31 DECEMBER 1937, Page 16

[To the Editor of THE SPECTATOR.]

Sit,—The smug complacency of your fatherly " Word tc Under Thirty " provokes me not a little.

Basing your criticism on the views of half a dozen individuals, you proceed to suggest that the youth of today lacks the spirit of adventure. And yet, to take but a single example; the sky over your very head swarms with young men whose exploits in the realm of civil and military aviation resound through the Press week in week out, and who daily risk life and limb in the act of duty and in their zest for adventure. Do you expect them all to write and tell you about the impulses that stir them ?

Every day young men leave home and family to go off and

build new lives abroad, in every corner of the world. But they are not the men to write and tell you about the spirit that moves them. You, surely, don't need to be told. It is the same spirit of inquisitiveness, the same zest far a full life, that moved. their fathers and forefathers back to the year dot.
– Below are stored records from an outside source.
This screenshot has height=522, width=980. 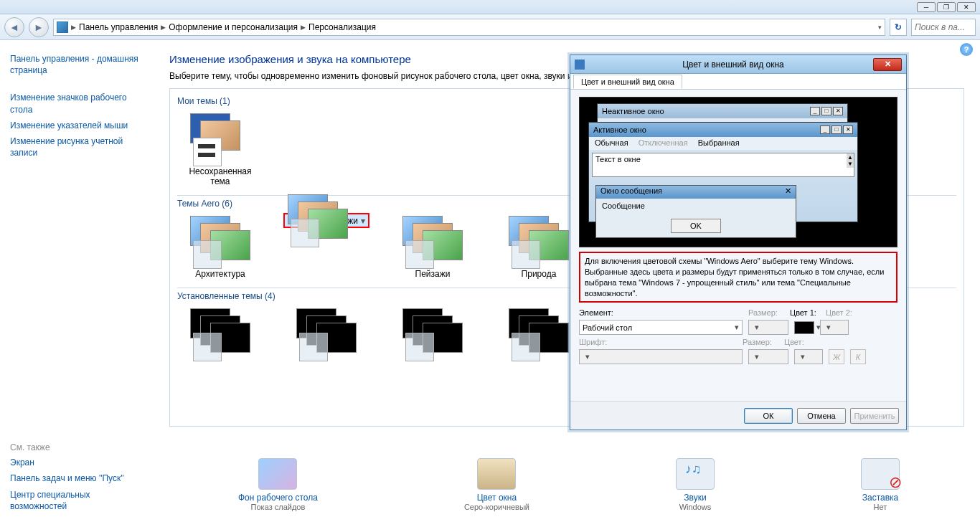 What do you see at coordinates (496, 474) in the screenshot?
I see `color-swatch-icon` at bounding box center [496, 474].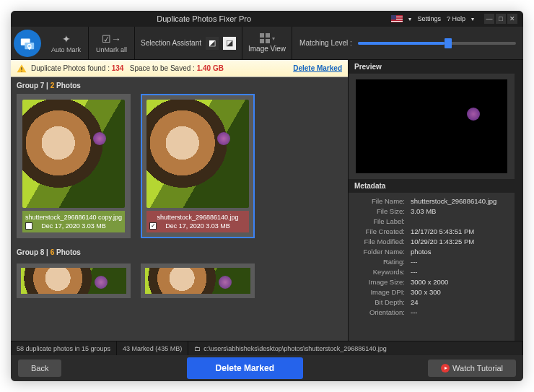  Describe the element at coordinates (203, 19) in the screenshot. I see `app-title: Duplicate Photos Fixer Pro` at that location.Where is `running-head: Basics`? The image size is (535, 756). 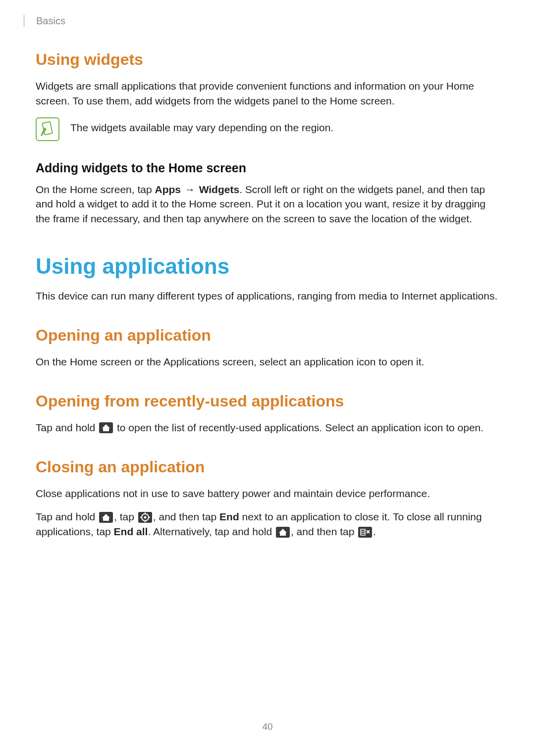 running-head: Basics is located at coordinates (51, 21).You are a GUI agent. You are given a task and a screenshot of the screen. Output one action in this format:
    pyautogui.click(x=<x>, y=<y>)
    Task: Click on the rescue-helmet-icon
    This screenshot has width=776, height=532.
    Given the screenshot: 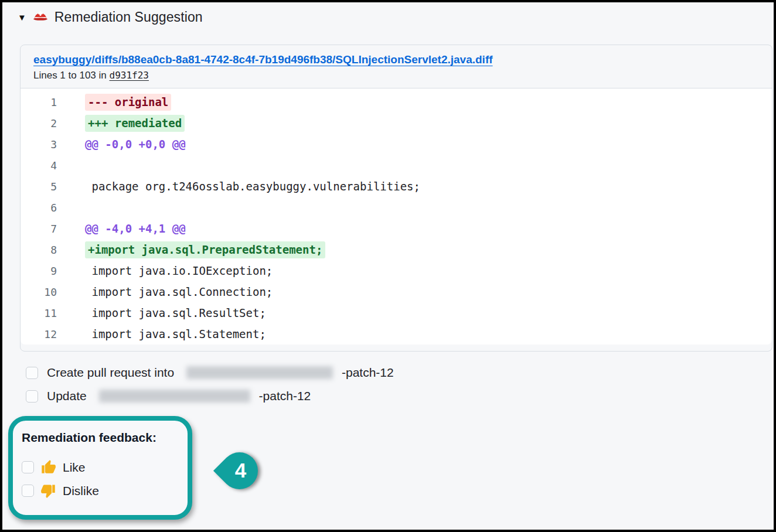 What is the action you would take?
    pyautogui.click(x=40, y=17)
    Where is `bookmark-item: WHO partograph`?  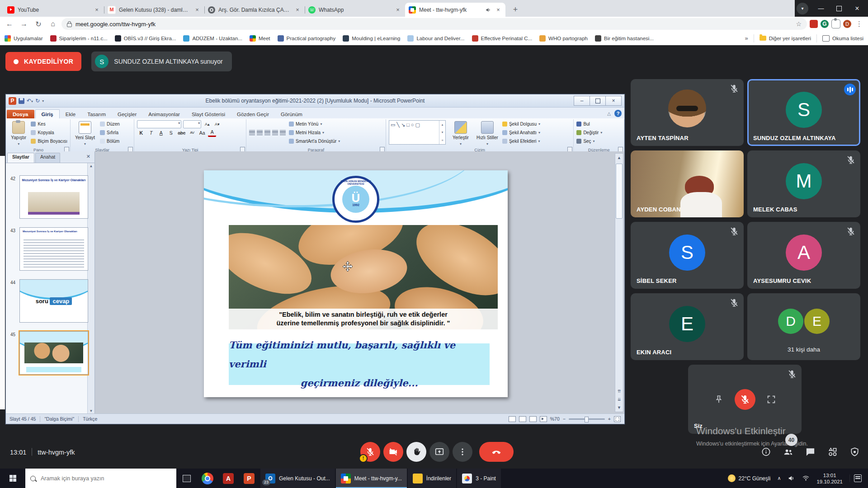 bookmark-item: WHO partograph is located at coordinates (563, 38).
An entire generation, incredible though it seems today,. Was removed during the War. That was a mere 20 years ago, when people of my generation were in their prams or at their preparatory schools. Now, before your very eyes, those children of 20 years ago are stepping into that gap and filling posts of responsibility in industry, in the professions, in every walk of life, far in advance of their years. And you suggest that we are all sitting back like your friends, moaning at the spectacle of the world we live in, but incapable of any effort to change it. But it is changing all round you, not suddenly in jerks but probably more rapidly than in any previous century. (Whether human nature can be changed is another matter, but you can hardly expect Under Thirty to do that in five minutes or five years.)
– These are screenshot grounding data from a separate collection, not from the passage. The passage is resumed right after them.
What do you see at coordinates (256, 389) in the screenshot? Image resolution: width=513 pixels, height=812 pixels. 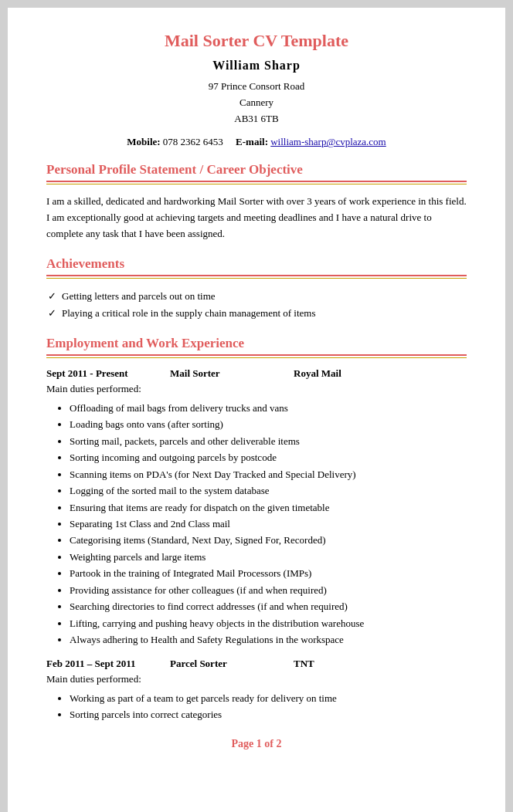 I see `job1-duties-label: Main duties performed:` at bounding box center [256, 389].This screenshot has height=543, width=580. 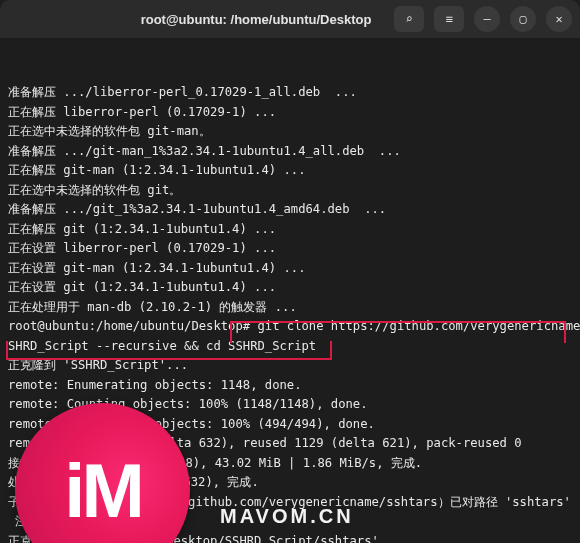 I want to click on terminal-line: SHRD_Script --recursive && cd SSHRD_Scri…, so click(x=290, y=347).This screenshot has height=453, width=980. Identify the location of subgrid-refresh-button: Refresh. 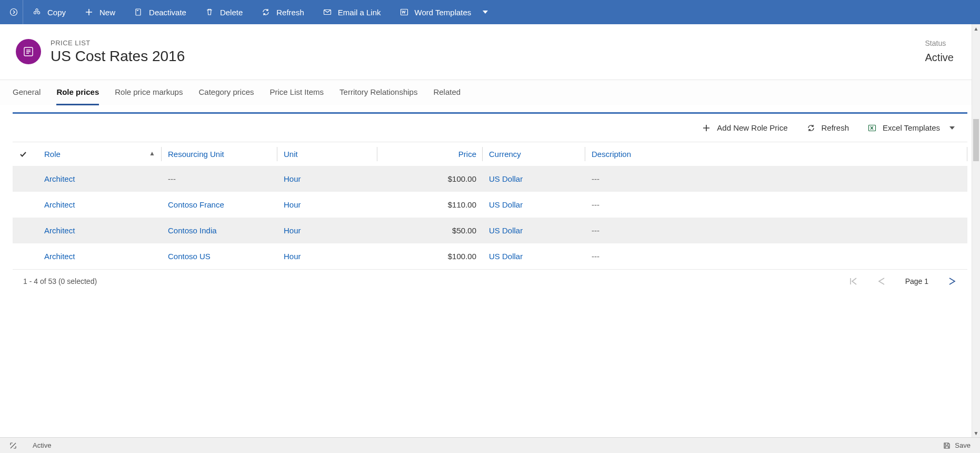
(828, 128).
But you won't get young Englishmen to write and tell you these things. By nature they're too reticent, too lazy, too inarticulate, too modest, to write of themselves. Besides, these things are happening all round you, under your very nose ; there's no need for us to point them out to you. No, Sir, if the views of your tame scribes fall far short of your expectations that is their funeral ; but it hirrdly provides a reason for you to point the finger of reproval at the world of Under Thirty, which is doing its best in circumstances of unusual discomfort, the legacy of its predecessors.—Yours faithfully, St. Louis, Mo.